I don't know why I don't read more Iain Banks - his stuff is always enjoyable (well, except for Walking on Glass, which was absolute shite), and enjoyable in that "this is a tale and an easy tale" kind of way - perfect for the waning of summer.
Banks has written pretty much one book a year since 1984 or so, if one includes his SciFi novels (which I do, and will get around to one of these days). It'll take me a while to catch up with him and in the meantime he'll be churning out more awesomeness; it's good to have something to look forward to.
(Speaking of having something to look forward to - I found out while browsing in the bookstore last night that Rohinton Mistry has a new book coming out in October! Woot! Now, back to our regularly scheduled program.)
I got Espedair Street through Bookmooch sometime last year and decided this week that I needed a major antidote to that Mishima biography, which I think I'm still a bit depressed and irritated about. My friend E. down in the King's Own Town suggested that I couldn't enjoy Mishima's biography because I assumed "that such reading might enhance your experience of his fiction" but that this assumption was misguided because it "stems from your academic background in the lurid, yet scant biographical details of Jacobean dramatists (plus Marlowe of course)."
Right you are and well said, E. Nothing keeps the flame alive like knowing only (to refer to Marlowe again) that a writer you like was a spy, reputedly liked to say outrageous and dubiously sincere things like "Anyone who loves not tobacco and boys is a fool", and was stabbed in the eye with his own knife at 29.
Again, back to Banks; I'm as flighty as a strung out rock god this morning - sorry. My choice of Espedair Street, it turns out, was a good one, for while the lives of 70s rock gods are often tragic, Banks has a way of describing the heavy stuff so lightly that it's not too painful. Rather, there's a sort of nostalgia for the destructive innocence of the time which, while very destructive indeed, is somehow made to look kind of sweet and a hell of a lot of fun.
Espedair Street is not the first fictional rock biopic I've read; years ago I had the pleasure of reading Paul Quarrington's Whale Music, which was also seriously good times. Someone made a film version of Whale Music and recently I saw the star - Maury Chaykin - in a local restaurant. Yes, I stared like an obsessed stalker because this is Canada - we stare but we don't approach.
Unless it's Brad Pitt (to recall last year's or the year before's Toronto International Film Festival) - if it's Brad Pitt, we throw our babies at his car and imagine that will endear him to us, given his propensity for adopting small armies of babies in every country he visits.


Task to complete: Would you please return the data below verbatim, without its pictures?

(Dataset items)
'''
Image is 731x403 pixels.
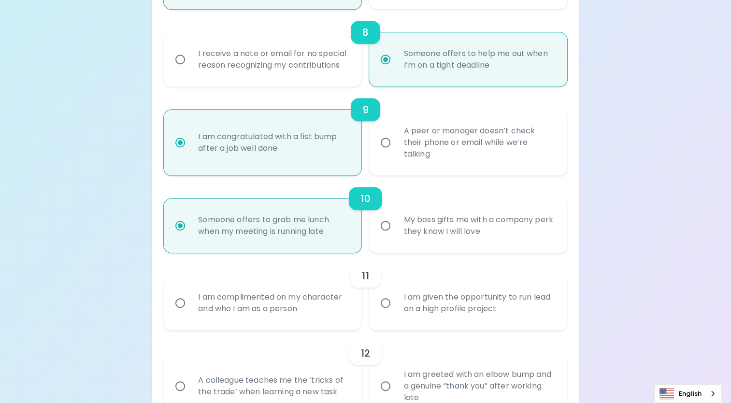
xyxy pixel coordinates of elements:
[654,384,722,403] aside: Language selected: English
[164,9,567,87] div: choice-group-check
[164,175,567,253] div: choice-group-check
[655,385,721,403] a: English
[361,191,370,206] h6: 10
[654,384,722,403] div: Language
[363,25,369,40] h6: 8
[363,102,369,117] h6: 9
[396,36,562,83] div: Someone offers to help me out when I’m on a tight deadline
[164,87,567,175] div: choice-group-check
[362,268,369,284] h6: 11
[190,203,356,249] div: Someone offers to grab me lunch when my meeting is running late
[190,280,356,326] div: I am complimented on my character and who I am as a person
[396,280,562,326] div: I am given the opportunity to run lead on a high profile project
[361,346,370,361] h6: 12
[190,36,356,83] div: I receive a note or email for no special reason recognizing my contributions
[396,114,562,172] div: A peer or manager doesn’t check their phone or email while we’re talking
[396,203,562,249] div: My boss gifts me with a company perk they know I will love
[190,119,356,166] div: I am congratulated with a fist bump after a job well done
[164,253,567,330] div: choice-group-check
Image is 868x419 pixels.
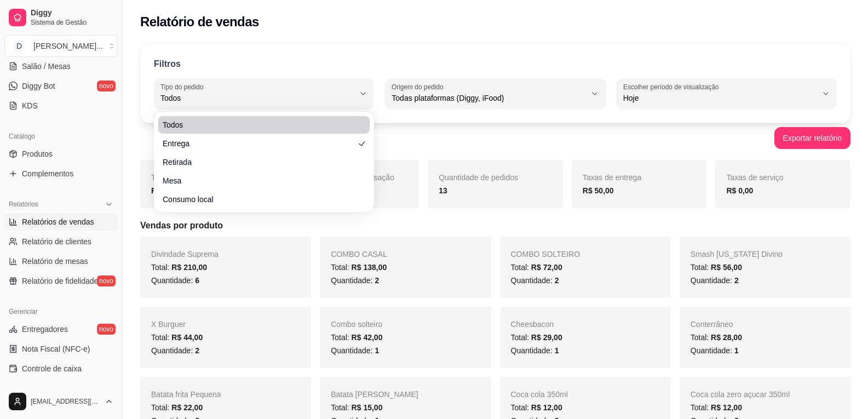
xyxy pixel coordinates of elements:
[691,276,739,285] span: Quantidade:
[531,263,562,271] span: R$ 72,00
[351,333,383,341] span: R$ 42,00
[511,390,568,398] span: Coca cola 350ml
[351,263,387,271] span: R$ 138,00
[439,173,518,182] span: Quantidade de pedidos
[5,128,118,145] div: Catálogo
[22,255,88,267] span: Relatório de mesas
[691,320,734,329] span: Conterrâneo
[691,403,742,412] span: Total:
[22,236,91,247] span: Relatório de clientes
[14,41,25,51] span: D
[172,403,202,412] span: R$ 22,00
[195,346,200,354] span: 2
[531,403,562,412] span: R$ 12,00
[154,57,181,70] p: Filtros
[691,346,739,354] span: Quantidade:
[172,263,207,271] span: R$ 210,00
[22,80,55,91] span: Diggy Bot
[22,343,90,354] span: Nota Fiscal (NFC-e)
[151,249,218,258] span: Divindade Suprema
[623,92,817,104] span: Hoje
[162,156,354,168] span: Retirada
[555,276,559,285] span: 2
[22,275,98,286] span: Relatório de fidelidade
[331,333,382,341] span: Total:
[439,186,447,195] strong: 13
[172,333,202,341] span: R$ 44,00
[151,263,207,271] span: Total:
[5,35,118,57] button: Select a team
[583,186,614,195] strong: R$ 50,00
[511,333,562,341] span: Total:
[140,219,851,232] h5: Vendas por produto
[391,82,447,91] label: Origem do pedido
[691,263,742,271] span: Total:
[511,249,580,258] span: COMBO SOLTEIRO
[691,390,790,398] span: Coca cola zero açucar 350ml
[331,276,379,285] span: Quantidade:
[711,263,742,271] span: R$ 56,00
[351,403,383,412] span: R$ 15,00
[151,173,196,182] span: Total vendido
[140,13,259,31] h2: Relatório de vendas
[22,363,82,374] span: Controle de caixa
[726,173,783,182] span: Taxas de serviço
[711,403,742,412] span: R$ 12,00
[22,61,71,72] span: Salão / Mesas
[775,127,851,149] button: Exportar relatório
[9,200,39,209] span: Relatórios
[151,276,200,285] span: Quantidade:
[331,346,379,354] span: Quantidade:
[151,390,221,398] span: Batata frita Pequena
[555,346,559,354] span: 1
[31,18,113,27] span: Sistema de Gestão
[331,390,419,398] span: Batata [PERSON_NAME]
[151,346,200,354] span: Quantidade:
[160,82,207,91] label: Tipo do pedido
[391,92,586,104] span: Todas plataformas (Diggy, iFood)
[22,216,95,227] span: Relatórios de vendas
[162,194,354,205] span: Consumo local
[162,119,354,130] span: Todos
[726,186,753,195] strong: R$ 0,00
[331,263,387,271] span: Total:
[195,276,200,285] span: 6
[734,346,739,354] span: 1
[151,403,202,412] span: Total:
[151,320,186,329] span: X Burguer
[160,92,354,104] span: Todos
[511,320,554,329] span: Cheesbacon
[33,41,103,51] div: [PERSON_NAME] ...
[22,168,73,179] span: Complementos
[583,173,642,182] span: Taxas de entrega
[531,333,562,341] span: R$ 29,00
[162,175,354,186] span: Mesa
[711,333,742,341] span: R$ 28,00
[162,138,354,149] span: Entrega
[331,249,387,258] span: COMBO CASAL
[331,320,382,329] span: Combo solteiro
[691,333,742,341] span: Total:
[22,148,53,159] span: Produtos
[331,403,382,412] span: Total:
[511,263,562,271] span: Total:
[151,333,202,341] span: Total:
[375,276,379,285] span: 2
[31,8,113,18] span: Diggy
[511,403,562,412] span: Total:
[22,323,68,335] span: Entregadores
[691,249,783,258] span: Smash [US_STATE] Divino
[22,100,38,111] span: KDS
[151,186,187,195] strong: R$ 697,43
[296,173,394,182] span: Média de valor por transação
[375,346,379,354] span: 1
[5,303,118,320] div: Gerenciar
[511,276,559,285] span: Quantidade:
[623,82,722,91] label: Escolher período de visualização
[31,397,101,406] span: [EMAIL_ADDRESS][DOMAIN_NAME]
[22,382,81,394] span: Controle de fiado
[734,276,739,285] span: 2
[511,346,559,354] span: Quantidade:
'''
Problem solution:
Image is 731x403 pixels.
xyxy pixel coordinates of elements:
[654,384,722,403] aside: Language selected: English
[164,9,567,87] div: choice-group-check
[164,175,567,253] div: choice-group-check
[655,385,721,403] a: English
[361,191,370,206] h6: 10
[654,384,722,403] div: Language
[363,25,369,40] h6: 8
[363,102,369,117] h6: 9
[396,36,562,83] div: Someone offers to help me out when I’m on a tight deadline
[164,87,567,175] div: choice-group-check
[362,268,369,284] h6: 11
[190,203,356,249] div: Someone offers to grab me lunch when my meeting is running late
[190,280,356,326] div: I am complimented on my character and who I am as a person
[396,280,562,326] div: I am given the opportunity to run lead on a high profile project
[361,346,370,361] h6: 12
[190,36,356,83] div: I receive a note or email for no special reason recognizing my contributions
[396,114,562,172] div: A peer or manager doesn’t check their phone or email while we’re talking
[396,203,562,249] div: My boss gifts me with a company perk they know I will love
[190,119,356,166] div: I am congratulated with a fist bump after a job well done
[164,253,567,330] div: choice-group-check
Image is 868x419 pixels.
xyxy pixel coordinates of elements:
[691,276,739,285] span: Quantidade:
[531,263,562,271] span: R$ 72,00
[351,333,383,341] span: R$ 42,00
[511,390,568,398] span: Coca cola 350ml
[351,263,387,271] span: R$ 138,00
[439,173,518,182] span: Quantidade de pedidos
[5,128,118,145] div: Catálogo
[22,255,88,267] span: Relatório de mesas
[691,320,734,329] span: Conterrâneo
[691,403,742,412] span: Total:
[22,236,91,247] span: Relatório de clientes
[14,41,25,51] span: D
[172,403,202,412] span: R$ 22,00
[195,346,200,354] span: 2
[531,403,562,412] span: R$ 12,00
[154,57,181,70] p: Filtros
[691,346,739,354] span: Quantidade:
[172,263,207,271] span: R$ 210,00
[22,80,55,91] span: Diggy Bot
[22,343,90,354] span: Nota Fiscal (NFC-e)
[151,249,218,258] span: Divindade Suprema
[623,92,817,104] span: Hoje
[162,156,354,168] span: Retirada
[555,276,559,285] span: 2
[22,275,98,286] span: Relatório de fidelidade
[331,333,382,341] span: Total:
[439,186,447,195] strong: 13
[172,333,202,341] span: R$ 44,00
[151,263,207,271] span: Total:
[5,35,118,57] button: Select a team
[583,186,614,195] strong: R$ 50,00
[511,333,562,341] span: Total:
[140,219,851,232] h5: Vendas por produto
[391,82,447,91] label: Origem do pedido
[691,263,742,271] span: Total:
[511,249,580,258] span: COMBO SOLTEIRO
[691,390,790,398] span: Coca cola zero açucar 350ml
[331,276,379,285] span: Quantidade:
[711,263,742,271] span: R$ 56,00
[351,403,383,412] span: R$ 15,00
[151,173,196,182] span: Total vendido
[140,13,259,31] h2: Relatório de vendas
[22,363,82,374] span: Controle de caixa
[726,173,783,182] span: Taxas de serviço
[711,403,742,412] span: R$ 12,00
[22,61,71,72] span: Salão / Mesas
[775,127,851,149] button: Exportar relatório
[9,200,39,209] span: Relatórios
[151,276,200,285] span: Quantidade:
[331,346,379,354] span: Quantidade:
[151,390,221,398] span: Batata frita Pequena
[555,346,559,354] span: 1
[31,18,113,27] span: Sistema de Gestão
[331,390,419,398] span: Batata [PERSON_NAME]
[151,346,200,354] span: Quantidade:
[160,82,207,91] label: Tipo do pedido
[391,92,586,104] span: Todas plataformas (Diggy, iFood)
[22,216,95,227] span: Relatórios de vendas
[162,194,354,205] span: Consumo local
[162,119,354,130] span: Todos
[726,186,753,195] strong: R$ 0,00
[331,263,387,271] span: Total:
[195,276,200,285] span: 6
[734,346,739,354] span: 1
[151,403,202,412] span: Total:
[151,320,186,329] span: X Burguer
[160,92,354,104] span: Todos
[511,320,554,329] span: Cheesbacon
[33,41,103,51] div: [PERSON_NAME] ...
[22,168,73,179] span: Complementos
[583,173,642,182] span: Taxas de entrega
[531,333,562,341] span: R$ 29,00
[162,175,354,186] span: Mesa
[711,333,742,341] span: R$ 28,00
[162,138,354,149] span: Entrega
[331,249,387,258] span: COMBO CASAL
[331,320,382,329] span: Combo solteiro
[691,333,742,341] span: Total:
[22,148,53,159] span: Produtos
[331,403,382,412] span: Total:
[511,263,562,271] span: Total:
[151,333,202,341] span: Total:
[375,276,379,285] span: 2
[31,8,113,18] span: Diggy
[511,403,562,412] span: Total:
[22,323,68,335] span: Entregadores
[691,249,783,258] span: Smash [US_STATE] Divino
[22,100,38,111] span: KDS
[151,186,187,195] strong: R$ 697,43
[296,173,394,182] span: Média de valor por transação
[375,346,379,354] span: 1
[5,303,118,320] div: Gerenciar
[511,276,559,285] span: Quantidade:
[623,82,722,91] label: Escolher período de visualização
[31,397,101,406] span: [EMAIL_ADDRESS][DOMAIN_NAME]
[22,382,81,394] span: Controle de fiado
[734,276,739,285] span: 2
[511,346,559,354] span: Quantidade:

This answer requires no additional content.